Addressing a crowd of hundreds at the opening of the Third National Forum on Climate Change at the Peace Palace, the premier stressed the urgent need for such recommendations, and made the case, as have other international bodies, that climate change is likely to hit Cambodia hard.

The speech and forum comes less than a week before diplomats are set to gather in Warsaw for meetings of parties to the Kyoto Protocol and the UN Framework Convention on Climate Change – meetings that the premier expressed hope that NFCC could “provide inputs to”.

“Climate change is no longer a remote case, but is affecting all of us in the present and [becoming] one of the grave challenges that must be addressed in the 21st century,” he said, adding that recent widespread floods “add new evidence to show the severity of climate change”.

Participants listen to Prime Minister Hun Sen’s recommendations during the opening of the Third National Forum on Climate Change at the Peace Palace in Phnom Penh. Pha Lina

Even as floodwaters blanketed large parts of Cambodia last month, the UN’s Intergovernmental Panel on Climate Change released a report saying that in Southeast Asia “extreme precipitation events will very likely be more intense and more frequent”.

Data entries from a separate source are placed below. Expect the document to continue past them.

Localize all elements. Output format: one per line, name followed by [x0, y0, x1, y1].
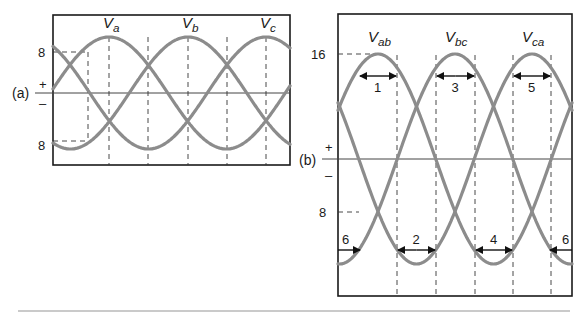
diagram-b-line-voltages: 1352466 (b) + – 16 8 VabVbcVca	[299, 14, 572, 296]
diagram-a-phase-voltages: (a) + – 8 8 VaVbVc	[12, 14, 290, 165]
label-vbc: Vbc	[445, 28, 468, 48]
svg-text:6: 6	[562, 232, 569, 247]
diagram-b-mid-value: 8	[319, 205, 326, 220]
interval-5: 5	[514, 76, 550, 95]
interval-2: 2	[398, 232, 435, 250]
interval-3: 3	[437, 76, 474, 95]
diagram-b-wave-labels: VabVbcVca	[368, 28, 545, 48]
interval-1: 1	[360, 76, 396, 95]
diagram-a-trough-value: 8	[38, 138, 45, 153]
interval-6: 6	[338, 232, 360, 250]
svg-text:2: 2	[413, 232, 420, 247]
label-vab: Vab	[368, 28, 392, 48]
diagram-b-plus-sign: +	[325, 140, 333, 155]
svg-text:3: 3	[452, 80, 459, 95]
svg-text:5: 5	[528, 80, 535, 95]
diagram-b-peak-value: 16	[311, 47, 325, 62]
diagram-a-peak-value: 8	[38, 45, 45, 60]
diagram-a-plus-sign: +	[39, 77, 47, 92]
svg-text:6: 6	[342, 232, 349, 247]
svg-text:1: 1	[374, 80, 381, 95]
interval-4: 4	[476, 232, 512, 250]
three-phase-waveform-figure: (a) + – 8 8 VaVbVc 1352466 (b) + – 16 8 …	[0, 0, 583, 315]
label-va: Va	[103, 14, 120, 34]
diagram-a-minus-sign: –	[39, 96, 47, 111]
interval-6: 6	[550, 232, 572, 250]
diagram-a-panel-label: (a)	[12, 85, 29, 101]
diagram-a-wave-labels: VaVbVc	[103, 14, 276, 34]
diagram-b-minus-sign: –	[325, 168, 333, 183]
diagram-b-panel-label: (b)	[299, 152, 316, 168]
label-vb: Vb	[182, 14, 199, 34]
label-vca: Vca	[522, 28, 545, 48]
svg-text:4: 4	[490, 232, 497, 247]
label-vc: Vc	[260, 14, 276, 34]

A June report from the World Bank similarly stated that “the wet season is expected to become wetter, and the dry season drier”, and that “the largest increase in extreme precipitation” would occur over Cambodia.

In yesterday’s speech, Hun Sen encouraged emissions reductions and “green growth”, and said that the nation was working with partners on a carbon trading scheme and managing protected natural areas.

However, such measures may be easier said than done. In June, Dr Paul Dargusch of the International Energy Centre said the economic slump in Europe and increasing competition from other emerging markets made this a bad time for Cambodia to enter the carbon offset market.

But Cambodia is taking steps, said Environment Minister Say Sam Al, whose remarks preceded Hun Sen’s. In recent years, he said, the ministry has raised some $250 million for projects designed to fight climate change.